Jan03: Henderson reviews Reynolds' critiques of typical [Real Wage] calculations. The average poor () family in 2001 did as well as or better than the average family in 1971 in ownership of motor vehicles, air conditioners, color [TVs], refrigerators, [VCRs], personal computers, and cell phones. Of course, the last three didn't exist in 1971, but that's part of the point. When poor families can afford what even middle-income families couldn't imagine having 30 years earlier, aren't things working out pretty well?

Jan11: Henderson reviews challenges to evaluations of changes in income to the [Upper Class], who are more likely to own a . So income of "tax units" after 1987 included more and more "units" that had previously filed under the corporate tax system.
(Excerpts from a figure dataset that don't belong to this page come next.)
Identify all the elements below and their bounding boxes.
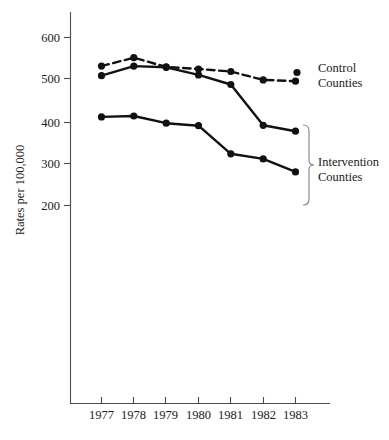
data-point (163, 64, 170, 71)
data-point (163, 120, 170, 127)
x-tick-label-1979: 1979 (153, 408, 178, 422)
legend-control-line2: Counties (318, 76, 363, 90)
control-series-end-marker (293, 69, 300, 76)
data-point (292, 128, 299, 135)
data-point (130, 63, 137, 70)
y-tick-label-400: 400 (41, 116, 60, 130)
data-point (98, 72, 105, 79)
legend-control-line1: Control (318, 61, 357, 75)
legend-intervention-line2: Counties (318, 170, 363, 184)
data-point (227, 81, 234, 88)
line-chart-figure: 600 500 400 300 200 Rates per 100,000 19… (0, 0, 389, 440)
data-point (260, 122, 267, 129)
data-point (227, 150, 234, 157)
y-axis-title: Rates per 100,000 (13, 145, 27, 236)
x-axis-tick-labels: 1977 1978 1979 1980 1981 1982 1983 (89, 408, 308, 422)
y-tick-label-600: 600 (41, 31, 60, 45)
y-tick-label-500: 500 (41, 72, 60, 86)
data-point (130, 112, 137, 119)
data-point (260, 155, 267, 162)
data-point (260, 76, 267, 83)
x-tick-label-1977: 1977 (89, 408, 114, 422)
x-tick-label-1982: 1982 (251, 408, 276, 422)
x-tick-label-1983: 1983 (283, 408, 308, 422)
x-tick-label-1980: 1980 (186, 408, 211, 422)
x-tick-label-1981: 1981 (218, 408, 243, 422)
y-tick-label-200: 200 (41, 199, 60, 213)
data-point (195, 122, 202, 129)
data-point (195, 71, 202, 78)
data-point (292, 168, 299, 175)
data-point (98, 63, 105, 70)
data-point (98, 113, 105, 120)
y-tick-label-300: 300 (41, 157, 60, 171)
data-point (130, 54, 137, 61)
data-point (292, 78, 299, 85)
legend-intervention-line1: Intervention (318, 155, 380, 169)
data-point (227, 68, 234, 75)
x-tick-label-1978: 1978 (121, 408, 146, 422)
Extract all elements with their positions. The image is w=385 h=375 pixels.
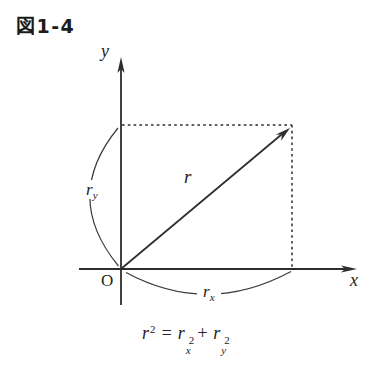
formula-term2-scripts: 2y (221, 335, 227, 356)
figure-title: 図1-4 (16, 11, 75, 38)
ry-base: r (86, 180, 93, 199)
vector-r-label: r (184, 167, 191, 186)
vector-r-line (122, 135, 282, 269)
diagram-canvas (0, 0, 385, 375)
formula-lhs-base: r (142, 323, 149, 343)
formula-term1-exponent: 2 (189, 335, 195, 345)
formula-lhs-exponent: 2 (150, 323, 156, 335)
formula-term1-base: r (178, 323, 185, 343)
formula-term1-scripts: 2x (186, 335, 192, 356)
x-axis-label: x (350, 271, 358, 289)
pythagorean-formula: r2=r2x+r2y (142, 321, 227, 356)
rx-base: r (203, 282, 210, 301)
ry-subscript: y (93, 189, 98, 201)
formula-term2-subscript: y (221, 345, 227, 355)
formula-term2-exponent: 2 (224, 335, 230, 345)
formula-equals-sign: = (161, 323, 173, 343)
formula-term1-subscript: x (186, 345, 192, 355)
ry-component-label: ry (84, 180, 100, 199)
origin-label: O (101, 272, 113, 289)
figure-1-4: 図1-4 y x O r ry rx r2=r2x+r2y (0, 0, 385, 375)
rx-component-label: rx (197, 282, 221, 301)
rx-subscript: x (210, 291, 215, 303)
formula-plus-sign: + (196, 323, 208, 343)
formula-term2-base: r (213, 323, 220, 343)
y-axis-label: y (101, 42, 109, 60)
vector-r-arrowhead (276, 128, 290, 141)
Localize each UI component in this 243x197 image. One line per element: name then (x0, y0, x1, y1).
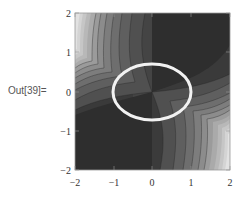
x-tick-label: −2 (70, 177, 81, 188)
contour-bands (75, 13, 230, 170)
y-tick-label: 1 (66, 47, 71, 58)
x-tick-label: −1 (109, 177, 120, 188)
x-tick-label: 1 (189, 177, 194, 188)
y-tick-label: 2 (66, 8, 71, 19)
x-tick-label: 0 (150, 177, 155, 188)
y-tick-label: −1 (60, 126, 71, 137)
y-tick-label: 0 (66, 87, 71, 98)
x-tick-label: 2 (228, 177, 233, 188)
y-tick-label: −2 (60, 165, 71, 176)
contour-plot: −2 −1 0 1 2 2 1 0 −1 −2 (0, 0, 243, 197)
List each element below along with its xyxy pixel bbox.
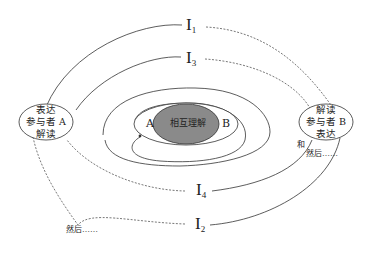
- arc-i1-solid: [46, 25, 182, 107]
- label-i3: I3: [186, 49, 196, 68]
- participant-a-line-2: 参与者 A: [19, 116, 73, 128]
- inner-label-b: B: [222, 118, 230, 129]
- participant-a-line-1: 表达: [19, 104, 73, 116]
- participant-a-line-3: 解读: [19, 128, 73, 140]
- annotation-then-left: 然后……: [66, 226, 98, 234]
- center-label: 相互理解: [170, 119, 206, 128]
- participant-b-label: 解读 参与者 B 表达: [299, 104, 353, 140]
- participant-b-line-1: 解读: [299, 104, 353, 116]
- inner-label-a: A: [146, 118, 154, 129]
- annotation-then-right: 然后……: [306, 150, 338, 158]
- annotation-and: 和: [297, 141, 305, 149]
- arc-i3-solid: [76, 57, 181, 110]
- arc-i2-dashed: [78, 218, 185, 225]
- participant-b-line-2: 参与者 B: [299, 116, 353, 128]
- arc-i3-dashed: [205, 59, 311, 110]
- participant-a-label: 表达 参与者 A 解读: [19, 104, 73, 140]
- participant-b-line-3: 表达: [299, 128, 353, 140]
- arc-a-dashed-down: [33, 137, 78, 225]
- label-i1: I1: [186, 16, 196, 35]
- arc-i1-dashed: [206, 27, 333, 108]
- label-i2: I2: [195, 215, 205, 234]
- label-i4: I4: [196, 181, 206, 200]
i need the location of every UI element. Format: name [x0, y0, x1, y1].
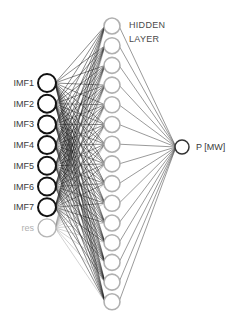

He also looks at : Where did Krugman get the $37.5 million average pay that led him to this conclusion? He credulously accepted Fortune magazine's estimates, even though, according to Reynolds, at least three quarters of this $37.5 million estimate was for stock options granted in 1999. Fortune valued these options by assuming that the prices of the stocks would rise by one third. Of course, the March 2000 stock market crash belied this assumption.... There's so much more in Reynolds's chapter on pay and in the other chapters, such as the one on mobility across income groups (), that I don't have room for. My best advice: read the book, and mark it up while doing so.